Top

DC Edit | Diwali Worsens NCR's Toxic Air

The Supreme Court order allowing the sale of green firecrackers, which are thought to be 30 per cent less polluting, in avowedly restricted hours after a ban had been in place for five years opened a Pandora’s Box

Diwali fireworks and firecrackers choked Delhi and the NCR with air quality monitoring stations seeing the index hit the red zone. This blows away all arguments over standard causes of Delhi-NCR pollution like traffic, power plants, heavy industries, construction-demolition dust and the seasonal stubble-burning in Punjab contributing most to making the air barely breathable for all citizens.

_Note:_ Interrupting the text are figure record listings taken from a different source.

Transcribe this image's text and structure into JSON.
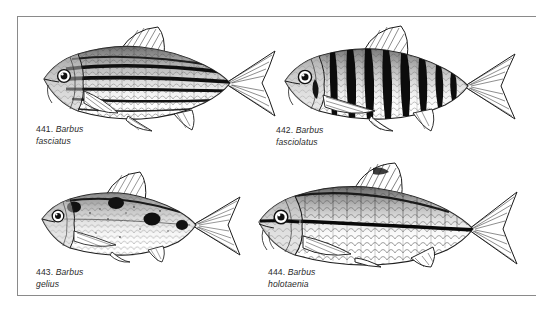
{
  "plate": {
    "background_color": "#ffffff",
    "border_color": "#8a8a8a",
    "ink_color": "#1a1a1a"
  },
  "figures": [
    {
      "id": "fig-441",
      "number": "441.",
      "genus": "Barbus",
      "species": "fasciatus",
      "pattern": "horizontal-stripes",
      "caption_full": "441. Barbus fasciatus"
    },
    {
      "id": "fig-442",
      "number": "442.",
      "genus": "Barbus",
      "species": "fasciolatus",
      "pattern": "vertical-bars",
      "caption_full": "442. Barbus fasciolatus"
    },
    {
      "id": "fig-443",
      "number": "443.",
      "genus": "Barbus",
      "species": "gelius",
      "pattern": "dark-blotches",
      "caption_full": "443. Barbus gelius"
    },
    {
      "id": "fig-444",
      "number": "444.",
      "genus": "Barbus",
      "species": "holotaenia",
      "pattern": "single-lateral-stripe",
      "caption_full": "444. Barbus holotaenia"
    }
  ]
}
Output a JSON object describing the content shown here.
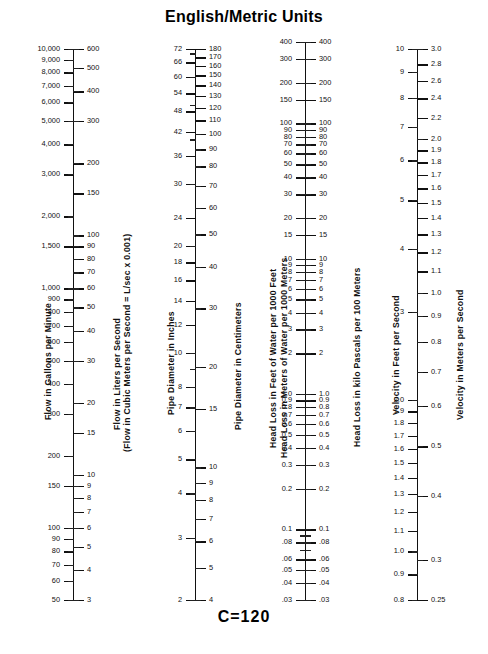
{
  "title": "English/Metric Units",
  "footer_note": "C=120",
  "chart_data": {
    "type": "nomograph",
    "title": "English/Metric Units",
    "annotations": [
      "C=120"
    ],
    "scales": [
      {
        "id": "flow",
        "english_label": "Flow in Gallons per Minute",
        "metric_label": "Flow in Liters per Second",
        "metric_sublabel": "(Flow in Cubic Meters per Second = L/sec x 0.001)",
        "english_min": 50,
        "english_max": 10000,
        "metric_min": 3,
        "metric_max": 600,
        "english_ticks": [
          10000,
          9000,
          8000,
          7000,
          6000,
          5000,
          4000,
          3000,
          2000,
          1500,
          1000,
          900,
          800,
          700,
          600,
          500,
          400,
          300,
          200,
          150,
          100,
          90,
          80,
          70,
          60,
          50
        ],
        "english_labels": [
          "10,000",
          "9,000",
          "8,000",
          "7,000",
          "6,000",
          "5,000",
          "4,000",
          "3,000",
          "2,000",
          "1,500",
          "1,000",
          "900",
          "800",
          "700",
          "600",
          "500",
          "400",
          "300",
          "200",
          "150",
          "100",
          "90",
          "80",
          "70",
          "60",
          "50"
        ],
        "metric_ticks": [
          600,
          500,
          400,
          300,
          200,
          150,
          100,
          90,
          80,
          70,
          60,
          50,
          40,
          30,
          20,
          15,
          10,
          9,
          8,
          7,
          6,
          5,
          4,
          3
        ],
        "metric_labels": [
          "600",
          "500",
          "400",
          "300",
          "200",
          "150",
          "100",
          "90",
          "80",
          "70",
          "60",
          "50",
          "40",
          "30",
          "20",
          "15",
          "10",
          "9",
          "8",
          "7",
          "6",
          "5",
          "4",
          "3"
        ]
      },
      {
        "id": "diameter",
        "english_label": "Pipe Diameter in Inches",
        "metric_label": "Pipe Diameter in Centimeters",
        "english_min": 2,
        "english_max": 72,
        "metric_min": 4,
        "metric_max": 180,
        "english_ticks": [
          72,
          66,
          60,
          54,
          48,
          42,
          36,
          30,
          24,
          20,
          18,
          16,
          14,
          12,
          10,
          8,
          7,
          6,
          5,
          4,
          3,
          2
        ],
        "english_labels": [
          "72",
          "66",
          "60",
          "54",
          "48",
          "42",
          "36",
          "30",
          "24",
          "20",
          "18",
          "16",
          "14",
          "12",
          "10",
          "8",
          "7",
          "6",
          "5",
          "4",
          "3",
          "2"
        ],
        "metric_ticks": [
          180,
          170,
          160,
          150,
          140,
          130,
          120,
          110,
          100,
          90,
          80,
          70,
          60,
          50,
          40,
          30,
          20,
          15,
          10,
          9,
          8,
          7,
          6,
          5,
          4
        ],
        "metric_labels": [
          "180",
          "170",
          "160",
          "150",
          "140",
          "130",
          "120",
          "110",
          "100",
          "90",
          "80",
          "70",
          "60",
          "50",
          "40",
          "30",
          "20",
          "15",
          "10",
          "9",
          "8",
          "7",
          "6",
          "5",
          "4"
        ]
      },
      {
        "id": "headloss",
        "english_label": "Head Loss in Feet of Water per 1000 Feet",
        "metric_label": "Head Loss in Meters of Water per 1000 Meters",
        "metric_label2": "Head Loss in kilo Pascals per 100 Meters",
        "english_min": 0.03,
        "english_max": 400,
        "metric_min": 0.03,
        "metric_max": 400,
        "english_ticks": [
          0.03,
          0.04,
          0.05,
          0.06,
          0.08,
          0.1,
          0.2,
          0.3,
          0.4,
          0.5,
          0.6,
          0.7,
          0.8,
          0.9,
          1.0,
          2,
          3,
          4,
          5,
          6,
          7,
          8,
          9,
          10,
          15,
          20,
          30,
          40,
          50,
          60,
          70,
          80,
          90,
          100,
          150,
          200,
          300,
          400
        ],
        "english_labels": [
          ".03",
          ".04",
          ".05",
          ".06",
          ".08",
          "0.1",
          "0.2",
          "0.3",
          "0.4",
          "0.5",
          "0.6",
          "0.7",
          "0.8",
          "0.9",
          "1.0",
          "2",
          "3",
          "4",
          "5",
          "6",
          "7",
          "8",
          "9",
          "10",
          "15",
          "20",
          "30",
          "40",
          "50",
          "60",
          "70",
          "80",
          "90",
          "100",
          "150",
          "200",
          "300",
          "400"
        ],
        "metric_ticks": [
          0.03,
          0.04,
          0.05,
          0.06,
          0.08,
          0.1,
          0.2,
          0.3,
          0.4,
          0.5,
          0.6,
          0.7,
          0.8,
          0.9,
          1.0,
          2,
          3,
          4,
          5,
          6,
          7,
          8,
          9,
          10,
          15,
          20,
          30,
          40,
          50,
          60,
          70,
          80,
          90,
          100,
          150,
          200,
          300,
          400
        ],
        "metric_labels": [
          ".03",
          ".04",
          ".05",
          ".06",
          ".08",
          "0.1",
          "0.2",
          "0.3",
          "0.4",
          "0.5",
          "0.6",
          "0.7",
          "0.8",
          "0.9",
          "1.0",
          "2",
          "3",
          "4",
          "5",
          "6",
          "7",
          "8",
          "9",
          "10",
          "15",
          "20",
          "30",
          "40",
          "50",
          "60",
          "70",
          "80",
          "90",
          "100",
          "150",
          "200",
          "300",
          "400"
        ]
      },
      {
        "id": "velocity",
        "english_label": "Velocity in Feet per Second",
        "metric_label": "Velocity in Meters per Second",
        "english_min": 0.8,
        "english_max": 10,
        "metric_min": 0.25,
        "metric_max": 3.0,
        "english_ticks": [
          0.8,
          0.9,
          1.0,
          1.1,
          1.2,
          1.3,
          1.4,
          1.5,
          1.6,
          1.7,
          1.8,
          1.9,
          2.0,
          3,
          4,
          5,
          6,
          7,
          8,
          9,
          10
        ],
        "english_labels": [
          "0.8",
          "0.9",
          "1.0",
          "1.1",
          "1.2",
          "1.3",
          "1.4",
          "1.5",
          "1.6",
          "1.7",
          "1.8",
          "1.9",
          "2.0",
          "3",
          "4",
          "5",
          "6",
          "7",
          "8",
          "9",
          "10"
        ],
        "metric_ticks": [
          0.25,
          0.3,
          0.4,
          0.5,
          0.6,
          0.7,
          0.8,
          0.9,
          1.0,
          1.1,
          1.2,
          1.3,
          1.4,
          1.5,
          1.6,
          1.7,
          1.8,
          1.9,
          2.0,
          2.2,
          2.4,
          2.6,
          2.8,
          3.0
        ],
        "metric_labels": [
          "0.25",
          "0.3",
          "0.4",
          "0.5",
          "0.6",
          "0.7",
          "0.8",
          "0.9",
          "1.0",
          "1.1",
          "1.2",
          "1.3",
          "1.4",
          "1.5",
          "1.6",
          "1.7",
          "1.8",
          "1.9",
          "2.0",
          "2.2",
          "2.4",
          "2.6",
          "2.8",
          "3.0"
        ]
      }
    ]
  },
  "layout": {
    "scales": [
      {
        "axis_x": 73,
        "top_y": 49,
        "bottom_y": 600,
        "english_anchor": {
          "y_top": 49,
          "y_bottom": 600
        },
        "metric_anchor": {
          "y_top": 50,
          "y_bottom": 600
        },
        "caption_english": {
          "x": 43,
          "y": 420
        },
        "caption_metric": {
          "x": 112,
          "y": 430
        },
        "caption_metric2": {
          "x": 122,
          "y": 452
        }
      },
      {
        "axis_x": 195,
        "top_y": 49,
        "bottom_y": 600,
        "caption_english": {
          "x": 166,
          "y": 415
        },
        "caption_metric": {
          "x": 233,
          "y": 430
        }
      },
      {
        "axis_x": 305,
        "top_y": 42,
        "bottom_y": 600,
        "caption_english": {
          "x": 268,
          "y": 448
        },
        "caption_metric": {
          "x": 279,
          "y": 458
        },
        "caption_metric2": {
          "x": 352,
          "y": 447
        }
      },
      {
        "axis_x": 417,
        "top_y": 49,
        "bottom_y": 600,
        "caption_english": {
          "x": 391,
          "y": 415
        },
        "caption_metric": {
          "x": 455,
          "y": 420
        }
      }
    ]
  }
}
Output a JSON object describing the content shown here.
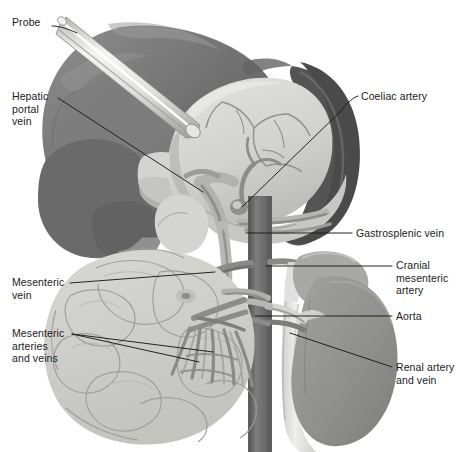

The average AQI readings for Delhi on October 17, 206, October 18, 214, October 19 236 and October 21 345 clearly tell the tale of firecrackers being principally responsible for the sudden spike. Firecrackers are the biggest polluters, and a way must be found to reduce them as the major medium of celebrating the national festival of Diwali, which is a festival of lights rather than sound.

The Supreme Court order allowing the sale of green firecrackers, which are thought to be 30 per cent less polluting, in avowedly restricted hours after a ban had been in place for five years opened a Pandora’s Box. The regulation was not only unenforceable, but it also unbolted the door for the non-green varieties to slip in with fake labels.

Everyone should be able to enjoy the festivities that are also marked by so many other ways of celebrating — conducting pujas, lighting diyas or lamps, partaking of sweets and savouries, and wearing new clothes — besides setting off fireworks. Bans are not a panacea because they are never easily enforceable, but the ban on firecrackers around Delhi may have helped somewhat, at least in teaching a lesson to those celebrating colourfully and loudly with fireworks that the whole NCR population does not have to face a seasonal pollution rise though some of it is inevitable in winter.

It may take years for emerging generations to be taught how air pollution shortens lifespans or even kills vulnerable people. Situated in landlocked plains, the NCR does not have the privilege of the sea breeze dispersing the polluted air like metropolises on the coast. The toxic air of winter over the national capital New Delhi, laced with the smoke of fireworks, only gets worse around Diwali. Light less firecrackers and learn to enjoy the festival in less harmful ways is the lesson.